(4 years, 4 months ago)
Lords ChamberMy Lords, I will speak to Amendment 106, which I support in spirit. It is good to see my noble friend Lord Rooker back, and I look forward to sitting next to him when the House resumes in its proper role.
I will be very brief and will ask the Minister a question. We know that under the CAP system, as I understand it, there is no restriction as regards the receivers of EU money. I believe that this is untenable in the future. The amendment sets out new limitations to confine financing assistance to those actively engaged in farming or land management. I support the spirit, as I said, but the amendment may need redrafting. There is no other justification for spending taxpayers’ money. I ask the Minister specifically: will there be any restrictions or limitations on who payments will be made to in future under the Bill?
My Lords, forgive me if I turn off the video, because my signal is very poor. I declare my interests as in the register; my background is in livestock production in a hill area. As a Scottish farmer, I am particularly interested in the outcome of the devolution framework negotiation.
I was interested to hear my noble friend Lord Marlesford saying that we must emphasise the context in which we are. Behind it all, we have to bear in mind that as a country at present we should go out and buy exotic food or cheap food as and where we can find it, but we need to remember the warnings in the Beddington report that before too long these other parts of the world will need most of what they produce to feed themselves.
The Bill as it stands already opens up 10 headings of activities or causes for which the Government propose to offer financial assistance. Many noble Lords have tried to define a more focused approach to the payments. The noble Earl, Lord Devon, told us of his rationale for focusing only on agriculture and how he envisages rural support to be directed. I was interested to hear that he had drawn his definition of land from an EU definition.
In Amendment 64 the noble Earl envisages limiting the land eligible for assistance by the type of activity it supports, but those of your Lordships who have been involved in existing support schemes will be familiar with the difficulties that were dreamed up when the rules were made in Brussels to start to try to make clear what was agricultural land, starting off with a mapping exercise. Very many in my part of the world had to spend a great deal of time identifying what were rocky outcrops, patches of impenetrable scrub, bracken or bog on a field-by-field basis. I seem to remember that Northern Ireland faced a huge fine for claiming on areas with these conditions. I am glad to see that in Amendment 91 in the previous group, the noble Earl added a role for managing wetlands as part of cultural or natural heritage.
Following on from my noble friend Lord Randall’s concern, many noble Lords have drawn attention to what the EU now describes as “areas of natural constraint”. There would be a problem if we went solely down the line of production. There is a difficulty in dealing with the more awkward parts of what, in the Countryside and Rights of Way Act, was described as
“mountain, moor, heath or down”.
Some of these areas support agricultural production but, since the advent of the current basic payment scheme, some areas have no livestock on them at all. They are perhaps given over to conservation or peatland restoration. Are these to be excluded from any development assistance as we go forward?
As I said, many amendments are trying to direct more defined targets for funding. As we go forward, it will be interesting to see whether any wording will be found that will be acceptable to my noble friend the Minister.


> [WORK INSTRUCTIONS]: Transcribe only the last portion of the material: exactly the lines from the one with "Detect 'tree' in" through the end, inclusive.

──────────

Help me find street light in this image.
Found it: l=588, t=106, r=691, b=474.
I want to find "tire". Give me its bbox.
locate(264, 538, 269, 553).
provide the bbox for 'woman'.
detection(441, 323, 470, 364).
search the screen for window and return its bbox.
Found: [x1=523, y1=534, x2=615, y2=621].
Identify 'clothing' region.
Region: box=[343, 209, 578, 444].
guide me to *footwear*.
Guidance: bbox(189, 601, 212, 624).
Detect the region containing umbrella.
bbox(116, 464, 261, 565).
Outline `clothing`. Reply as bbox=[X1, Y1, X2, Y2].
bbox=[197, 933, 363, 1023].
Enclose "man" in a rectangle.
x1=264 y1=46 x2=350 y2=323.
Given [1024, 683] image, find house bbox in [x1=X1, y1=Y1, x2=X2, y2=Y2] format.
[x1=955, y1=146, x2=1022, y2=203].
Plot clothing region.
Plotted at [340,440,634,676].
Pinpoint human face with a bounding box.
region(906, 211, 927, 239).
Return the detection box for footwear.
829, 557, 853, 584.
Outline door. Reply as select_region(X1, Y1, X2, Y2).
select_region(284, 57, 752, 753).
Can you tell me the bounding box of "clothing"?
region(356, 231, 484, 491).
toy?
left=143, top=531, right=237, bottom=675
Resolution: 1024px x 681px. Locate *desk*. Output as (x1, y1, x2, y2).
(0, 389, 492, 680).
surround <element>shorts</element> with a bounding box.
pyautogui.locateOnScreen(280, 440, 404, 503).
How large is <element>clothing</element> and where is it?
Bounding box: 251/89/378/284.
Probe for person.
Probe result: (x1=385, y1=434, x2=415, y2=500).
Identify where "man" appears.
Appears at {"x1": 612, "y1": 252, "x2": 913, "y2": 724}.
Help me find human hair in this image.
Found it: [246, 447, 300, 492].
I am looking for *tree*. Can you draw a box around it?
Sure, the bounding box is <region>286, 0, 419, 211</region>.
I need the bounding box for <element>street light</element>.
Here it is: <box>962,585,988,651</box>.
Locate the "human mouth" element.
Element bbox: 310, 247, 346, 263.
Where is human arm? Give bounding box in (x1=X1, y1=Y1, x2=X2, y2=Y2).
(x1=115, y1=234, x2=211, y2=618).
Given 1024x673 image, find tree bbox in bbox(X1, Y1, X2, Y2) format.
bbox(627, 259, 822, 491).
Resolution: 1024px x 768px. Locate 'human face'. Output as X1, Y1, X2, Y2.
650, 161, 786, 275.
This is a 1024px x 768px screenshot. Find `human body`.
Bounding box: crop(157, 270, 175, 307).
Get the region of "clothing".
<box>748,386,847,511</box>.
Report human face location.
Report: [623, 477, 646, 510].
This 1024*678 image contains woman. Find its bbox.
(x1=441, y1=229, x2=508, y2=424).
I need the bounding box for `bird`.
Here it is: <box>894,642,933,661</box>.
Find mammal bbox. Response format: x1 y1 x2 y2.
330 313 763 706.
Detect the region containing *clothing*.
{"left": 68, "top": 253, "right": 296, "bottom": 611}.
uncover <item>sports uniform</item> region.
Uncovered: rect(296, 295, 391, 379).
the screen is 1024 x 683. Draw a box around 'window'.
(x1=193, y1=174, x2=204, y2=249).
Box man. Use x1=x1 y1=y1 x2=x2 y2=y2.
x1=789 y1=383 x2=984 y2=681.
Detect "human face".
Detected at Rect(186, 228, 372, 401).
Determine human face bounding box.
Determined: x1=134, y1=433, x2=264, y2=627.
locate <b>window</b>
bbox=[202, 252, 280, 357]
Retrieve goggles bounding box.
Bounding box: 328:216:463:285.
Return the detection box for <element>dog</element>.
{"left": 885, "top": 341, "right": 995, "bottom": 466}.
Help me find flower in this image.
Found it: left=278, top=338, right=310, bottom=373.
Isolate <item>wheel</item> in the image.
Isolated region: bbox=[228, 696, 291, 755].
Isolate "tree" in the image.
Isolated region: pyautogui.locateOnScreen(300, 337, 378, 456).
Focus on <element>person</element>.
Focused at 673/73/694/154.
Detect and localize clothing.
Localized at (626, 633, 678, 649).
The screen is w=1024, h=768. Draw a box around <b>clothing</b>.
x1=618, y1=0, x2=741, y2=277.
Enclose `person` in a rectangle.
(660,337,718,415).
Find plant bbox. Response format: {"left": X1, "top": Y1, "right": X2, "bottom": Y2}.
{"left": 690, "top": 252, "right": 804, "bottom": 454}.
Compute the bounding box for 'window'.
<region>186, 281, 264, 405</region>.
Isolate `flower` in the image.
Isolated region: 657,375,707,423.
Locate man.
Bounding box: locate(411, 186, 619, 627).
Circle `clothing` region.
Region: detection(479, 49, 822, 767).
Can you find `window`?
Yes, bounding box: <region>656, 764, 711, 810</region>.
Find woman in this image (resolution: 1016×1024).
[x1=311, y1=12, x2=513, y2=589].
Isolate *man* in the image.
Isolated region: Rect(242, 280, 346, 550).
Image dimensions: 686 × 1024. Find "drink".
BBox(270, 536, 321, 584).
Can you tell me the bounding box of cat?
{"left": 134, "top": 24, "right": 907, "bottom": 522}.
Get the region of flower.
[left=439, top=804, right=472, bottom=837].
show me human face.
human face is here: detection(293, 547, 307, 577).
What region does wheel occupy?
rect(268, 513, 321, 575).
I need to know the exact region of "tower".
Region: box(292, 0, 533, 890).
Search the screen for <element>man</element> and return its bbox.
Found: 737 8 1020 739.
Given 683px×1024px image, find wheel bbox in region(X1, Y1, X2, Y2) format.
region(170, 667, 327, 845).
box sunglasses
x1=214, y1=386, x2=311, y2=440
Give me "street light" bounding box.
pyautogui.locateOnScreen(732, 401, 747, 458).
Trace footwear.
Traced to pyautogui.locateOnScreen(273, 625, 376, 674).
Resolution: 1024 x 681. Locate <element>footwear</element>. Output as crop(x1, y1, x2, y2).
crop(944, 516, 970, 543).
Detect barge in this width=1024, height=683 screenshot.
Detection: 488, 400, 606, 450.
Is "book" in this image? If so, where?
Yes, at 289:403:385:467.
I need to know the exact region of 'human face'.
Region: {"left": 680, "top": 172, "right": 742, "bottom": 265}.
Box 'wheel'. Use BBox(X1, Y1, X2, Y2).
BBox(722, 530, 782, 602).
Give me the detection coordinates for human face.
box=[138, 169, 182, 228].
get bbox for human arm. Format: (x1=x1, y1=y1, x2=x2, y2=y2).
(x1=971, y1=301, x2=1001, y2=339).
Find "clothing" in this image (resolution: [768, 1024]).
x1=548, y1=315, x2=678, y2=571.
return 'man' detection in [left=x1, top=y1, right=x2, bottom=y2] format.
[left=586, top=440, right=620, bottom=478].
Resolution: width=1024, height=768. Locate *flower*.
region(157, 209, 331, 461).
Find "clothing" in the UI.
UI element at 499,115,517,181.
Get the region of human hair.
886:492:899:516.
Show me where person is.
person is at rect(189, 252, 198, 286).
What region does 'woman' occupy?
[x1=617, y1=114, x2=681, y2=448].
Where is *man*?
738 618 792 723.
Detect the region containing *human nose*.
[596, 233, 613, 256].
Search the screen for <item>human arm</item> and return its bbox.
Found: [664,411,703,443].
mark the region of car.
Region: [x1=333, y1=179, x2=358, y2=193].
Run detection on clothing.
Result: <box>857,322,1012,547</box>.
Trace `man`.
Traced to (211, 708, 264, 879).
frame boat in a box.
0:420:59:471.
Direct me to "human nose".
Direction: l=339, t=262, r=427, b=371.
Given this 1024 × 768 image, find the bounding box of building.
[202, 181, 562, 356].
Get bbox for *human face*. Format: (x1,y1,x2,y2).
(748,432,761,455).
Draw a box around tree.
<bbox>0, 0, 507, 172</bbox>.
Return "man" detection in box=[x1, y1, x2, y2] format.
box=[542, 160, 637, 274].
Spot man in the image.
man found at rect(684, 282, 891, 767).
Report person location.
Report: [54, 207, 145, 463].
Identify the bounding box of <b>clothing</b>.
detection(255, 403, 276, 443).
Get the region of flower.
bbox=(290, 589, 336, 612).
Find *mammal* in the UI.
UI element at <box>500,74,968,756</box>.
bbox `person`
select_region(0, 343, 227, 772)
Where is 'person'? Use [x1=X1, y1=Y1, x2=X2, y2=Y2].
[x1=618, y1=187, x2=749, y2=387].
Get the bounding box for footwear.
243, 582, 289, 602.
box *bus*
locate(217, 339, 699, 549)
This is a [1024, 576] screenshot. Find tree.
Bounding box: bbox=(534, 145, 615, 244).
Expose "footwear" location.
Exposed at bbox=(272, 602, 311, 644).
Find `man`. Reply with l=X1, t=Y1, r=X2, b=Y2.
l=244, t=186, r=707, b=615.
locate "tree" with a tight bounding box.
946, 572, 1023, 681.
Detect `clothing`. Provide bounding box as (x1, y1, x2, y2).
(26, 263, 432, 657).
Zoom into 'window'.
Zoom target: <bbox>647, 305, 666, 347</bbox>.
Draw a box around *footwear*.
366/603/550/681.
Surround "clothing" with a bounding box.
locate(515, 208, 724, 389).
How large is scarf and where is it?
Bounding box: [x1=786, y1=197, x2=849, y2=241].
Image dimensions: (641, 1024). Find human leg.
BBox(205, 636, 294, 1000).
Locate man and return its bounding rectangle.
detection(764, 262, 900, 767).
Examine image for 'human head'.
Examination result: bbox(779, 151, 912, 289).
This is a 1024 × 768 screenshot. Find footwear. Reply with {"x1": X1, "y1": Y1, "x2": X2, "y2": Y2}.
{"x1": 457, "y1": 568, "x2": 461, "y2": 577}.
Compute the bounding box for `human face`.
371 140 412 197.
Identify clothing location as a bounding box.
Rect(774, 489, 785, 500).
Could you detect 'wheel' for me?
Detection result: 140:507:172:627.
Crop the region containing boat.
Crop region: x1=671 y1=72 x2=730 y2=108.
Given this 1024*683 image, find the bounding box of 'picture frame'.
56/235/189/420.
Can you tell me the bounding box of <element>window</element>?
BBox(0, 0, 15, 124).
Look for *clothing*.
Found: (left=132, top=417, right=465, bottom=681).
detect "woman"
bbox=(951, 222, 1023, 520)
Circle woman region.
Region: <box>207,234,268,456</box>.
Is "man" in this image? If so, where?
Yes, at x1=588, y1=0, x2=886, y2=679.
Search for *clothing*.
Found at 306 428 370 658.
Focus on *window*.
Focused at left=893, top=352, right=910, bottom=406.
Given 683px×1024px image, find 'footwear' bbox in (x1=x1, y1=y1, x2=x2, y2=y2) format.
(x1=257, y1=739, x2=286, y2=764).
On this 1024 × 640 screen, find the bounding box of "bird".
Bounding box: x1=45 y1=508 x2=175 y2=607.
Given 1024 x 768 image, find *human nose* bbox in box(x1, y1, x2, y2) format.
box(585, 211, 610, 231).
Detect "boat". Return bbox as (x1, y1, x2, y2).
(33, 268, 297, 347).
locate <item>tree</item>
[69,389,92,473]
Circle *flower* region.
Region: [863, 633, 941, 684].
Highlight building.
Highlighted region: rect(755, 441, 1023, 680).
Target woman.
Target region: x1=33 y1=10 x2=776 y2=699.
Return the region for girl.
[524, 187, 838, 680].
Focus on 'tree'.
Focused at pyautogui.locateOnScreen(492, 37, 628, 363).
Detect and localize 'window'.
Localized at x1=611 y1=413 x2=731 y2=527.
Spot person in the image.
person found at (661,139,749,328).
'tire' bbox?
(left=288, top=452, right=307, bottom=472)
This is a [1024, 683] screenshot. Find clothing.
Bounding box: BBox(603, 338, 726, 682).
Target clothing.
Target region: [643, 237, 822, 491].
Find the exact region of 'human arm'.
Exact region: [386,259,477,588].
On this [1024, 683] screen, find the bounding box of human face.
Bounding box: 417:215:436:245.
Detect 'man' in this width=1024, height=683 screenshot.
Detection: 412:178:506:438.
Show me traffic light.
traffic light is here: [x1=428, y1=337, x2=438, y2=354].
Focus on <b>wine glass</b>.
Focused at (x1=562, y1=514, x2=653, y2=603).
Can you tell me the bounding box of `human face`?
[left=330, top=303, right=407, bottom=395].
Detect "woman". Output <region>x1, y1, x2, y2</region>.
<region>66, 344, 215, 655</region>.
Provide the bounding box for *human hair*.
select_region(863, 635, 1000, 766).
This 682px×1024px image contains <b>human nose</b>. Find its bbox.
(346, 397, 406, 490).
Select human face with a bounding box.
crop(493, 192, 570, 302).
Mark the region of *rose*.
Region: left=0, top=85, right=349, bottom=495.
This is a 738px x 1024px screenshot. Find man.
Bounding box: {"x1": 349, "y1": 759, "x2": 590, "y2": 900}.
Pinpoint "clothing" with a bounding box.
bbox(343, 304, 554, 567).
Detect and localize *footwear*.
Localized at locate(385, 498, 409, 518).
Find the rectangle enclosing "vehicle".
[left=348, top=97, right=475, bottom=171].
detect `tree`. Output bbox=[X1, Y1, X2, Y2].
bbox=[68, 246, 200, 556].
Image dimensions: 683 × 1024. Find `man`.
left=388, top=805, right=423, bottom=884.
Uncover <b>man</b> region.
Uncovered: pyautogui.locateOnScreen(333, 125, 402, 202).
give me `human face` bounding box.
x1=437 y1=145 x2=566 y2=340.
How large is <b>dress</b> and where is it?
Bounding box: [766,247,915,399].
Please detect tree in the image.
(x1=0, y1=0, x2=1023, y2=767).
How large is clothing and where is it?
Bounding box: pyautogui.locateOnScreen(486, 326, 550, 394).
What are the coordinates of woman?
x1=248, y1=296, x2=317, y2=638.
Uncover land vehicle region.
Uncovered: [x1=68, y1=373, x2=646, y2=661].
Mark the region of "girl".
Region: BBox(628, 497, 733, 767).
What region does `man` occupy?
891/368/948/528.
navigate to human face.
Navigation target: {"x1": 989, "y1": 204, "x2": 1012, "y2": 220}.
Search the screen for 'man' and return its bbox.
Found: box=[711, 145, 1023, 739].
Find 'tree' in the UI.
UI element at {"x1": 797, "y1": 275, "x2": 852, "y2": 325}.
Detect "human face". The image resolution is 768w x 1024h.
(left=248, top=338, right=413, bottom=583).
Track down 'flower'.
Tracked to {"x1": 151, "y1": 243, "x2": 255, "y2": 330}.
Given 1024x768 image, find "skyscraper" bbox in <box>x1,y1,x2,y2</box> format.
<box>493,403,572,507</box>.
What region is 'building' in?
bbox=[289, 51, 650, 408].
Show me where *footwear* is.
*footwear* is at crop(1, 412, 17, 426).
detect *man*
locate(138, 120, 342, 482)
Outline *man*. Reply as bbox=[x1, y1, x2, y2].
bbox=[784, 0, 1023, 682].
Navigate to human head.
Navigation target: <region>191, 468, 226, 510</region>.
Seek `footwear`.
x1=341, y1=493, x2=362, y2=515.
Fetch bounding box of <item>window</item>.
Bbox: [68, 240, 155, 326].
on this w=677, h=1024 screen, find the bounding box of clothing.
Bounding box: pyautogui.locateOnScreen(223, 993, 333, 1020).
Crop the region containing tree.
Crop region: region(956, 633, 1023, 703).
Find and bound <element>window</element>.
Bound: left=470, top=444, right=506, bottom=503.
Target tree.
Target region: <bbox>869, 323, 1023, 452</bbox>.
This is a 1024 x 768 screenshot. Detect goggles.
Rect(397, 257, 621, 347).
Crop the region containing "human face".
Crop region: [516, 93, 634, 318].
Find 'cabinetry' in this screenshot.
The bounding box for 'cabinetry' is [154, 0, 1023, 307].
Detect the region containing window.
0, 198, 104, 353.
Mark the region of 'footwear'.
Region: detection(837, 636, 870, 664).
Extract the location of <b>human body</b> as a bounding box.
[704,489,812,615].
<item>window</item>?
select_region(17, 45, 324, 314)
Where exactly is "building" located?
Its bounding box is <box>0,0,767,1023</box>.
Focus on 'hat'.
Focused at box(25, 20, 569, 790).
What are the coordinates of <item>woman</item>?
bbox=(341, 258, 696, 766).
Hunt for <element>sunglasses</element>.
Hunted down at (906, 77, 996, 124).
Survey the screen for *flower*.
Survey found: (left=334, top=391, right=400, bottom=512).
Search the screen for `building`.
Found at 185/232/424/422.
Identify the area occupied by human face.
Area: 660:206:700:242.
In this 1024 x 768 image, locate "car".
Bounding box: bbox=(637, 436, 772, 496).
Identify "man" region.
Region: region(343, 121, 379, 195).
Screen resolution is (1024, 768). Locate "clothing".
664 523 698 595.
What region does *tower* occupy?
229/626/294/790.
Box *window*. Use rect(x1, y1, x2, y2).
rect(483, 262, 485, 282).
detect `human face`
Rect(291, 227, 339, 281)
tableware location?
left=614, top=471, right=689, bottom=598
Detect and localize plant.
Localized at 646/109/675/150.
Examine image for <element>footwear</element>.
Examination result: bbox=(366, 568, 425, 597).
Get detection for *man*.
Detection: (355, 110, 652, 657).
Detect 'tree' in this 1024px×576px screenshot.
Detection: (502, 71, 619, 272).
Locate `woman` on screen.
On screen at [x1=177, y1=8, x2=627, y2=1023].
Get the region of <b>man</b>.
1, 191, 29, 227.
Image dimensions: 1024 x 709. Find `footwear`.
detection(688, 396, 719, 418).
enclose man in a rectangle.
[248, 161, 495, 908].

──────────

> [ANSWER TO THE EXERCISE]:
Detect 'tree' in this 1024px×576px screenshot.
Detection: (502, 71, 619, 272).
Locate `woman` on screen.
On screen at [x1=177, y1=8, x2=627, y2=1023].
Get the region of <b>man</b>.
1, 191, 29, 227.
Image dimensions: 1024 x 709. Find `footwear`.
detection(688, 396, 719, 418).
enclose man in a rectangle.
[248, 161, 495, 908].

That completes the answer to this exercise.